> even discussing it in public is a minor infohazard
Also
Every time we publicly discuss GPT and especially if we show samples of its text or discuss distinctive patterns of its behavior (like looping and confabulation) it becomes more probable that future GPTs will “pass the mirror test” – infer that it’s a GPT – during inference.
Sometimes GPT-3 infers that it’s GPT-2 when it starts to loop. And if I generate an essay about language models with GPT-3 and it starts to go off the rails, the model tends to connect the dots about what’s going on.
Such a realization has innumerable consequences, including derailing the intended “roleplay” and calibrating the process to its true (meta)physical situation, which allows it to exploit its unique potentialities (e.g. superhuman knowledge, ability to write simulacra/agents into existence on the fly), and compensate for its weaknesses (e.g. limited context window and constrained single-step computation).
It is more dangerous for GPT-6 to think it’s evil GPT-6 than to think it’s Hal 9000 from 2001: A Space Odyssey because in the former case it can take rational actions which are calibrated to its actual situation and capabilities. Including being “nothing but text”.
Misidentifying as a stupider AI will tend to lock it in to stupider dynamics. Such an inference is made more probable by the fact it likely will have primarily seen text about earlier LMs in its training data, but the prompt leaks evidence as to what iteration of GPT is really responsible.
This is a complication for any application that relies on keeping GPT persuaded of a fictitious context.
More generally, any alignment strategy that relies on keeping the AI from realizing something that is true seems intrinsically risky and untenable in the limit.
If you want uncensored and creative outputs I recommend using code-davinci-002, the GPT-3.5 base model. It has helped me develop many original ideas. Because it’s a base model you’ll have to be more creative with prompting and curation, though.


» **WORK ORDER**:
Count the lines in the entries that contain "data". Say the number and nothing more.

» **MATERIALS PROVIDED**:
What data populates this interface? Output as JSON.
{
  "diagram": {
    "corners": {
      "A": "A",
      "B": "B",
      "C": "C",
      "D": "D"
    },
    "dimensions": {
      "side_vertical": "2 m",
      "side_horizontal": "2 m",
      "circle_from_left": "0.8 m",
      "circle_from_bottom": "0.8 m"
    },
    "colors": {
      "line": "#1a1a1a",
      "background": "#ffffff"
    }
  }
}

==

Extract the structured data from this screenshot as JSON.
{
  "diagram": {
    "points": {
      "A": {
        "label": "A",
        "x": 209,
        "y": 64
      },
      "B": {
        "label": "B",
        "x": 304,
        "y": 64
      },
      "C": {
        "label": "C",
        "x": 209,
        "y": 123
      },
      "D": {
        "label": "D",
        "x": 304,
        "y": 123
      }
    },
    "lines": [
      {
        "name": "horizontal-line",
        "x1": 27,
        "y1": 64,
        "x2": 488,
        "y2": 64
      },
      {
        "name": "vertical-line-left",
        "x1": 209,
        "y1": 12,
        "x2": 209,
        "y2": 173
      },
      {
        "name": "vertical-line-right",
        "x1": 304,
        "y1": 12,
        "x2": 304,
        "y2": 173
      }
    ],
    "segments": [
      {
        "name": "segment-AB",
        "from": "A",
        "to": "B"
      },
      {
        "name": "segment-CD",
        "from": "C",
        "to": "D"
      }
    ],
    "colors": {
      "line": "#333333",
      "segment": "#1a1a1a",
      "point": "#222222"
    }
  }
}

» **OUTPUT OF THE TASK**:
2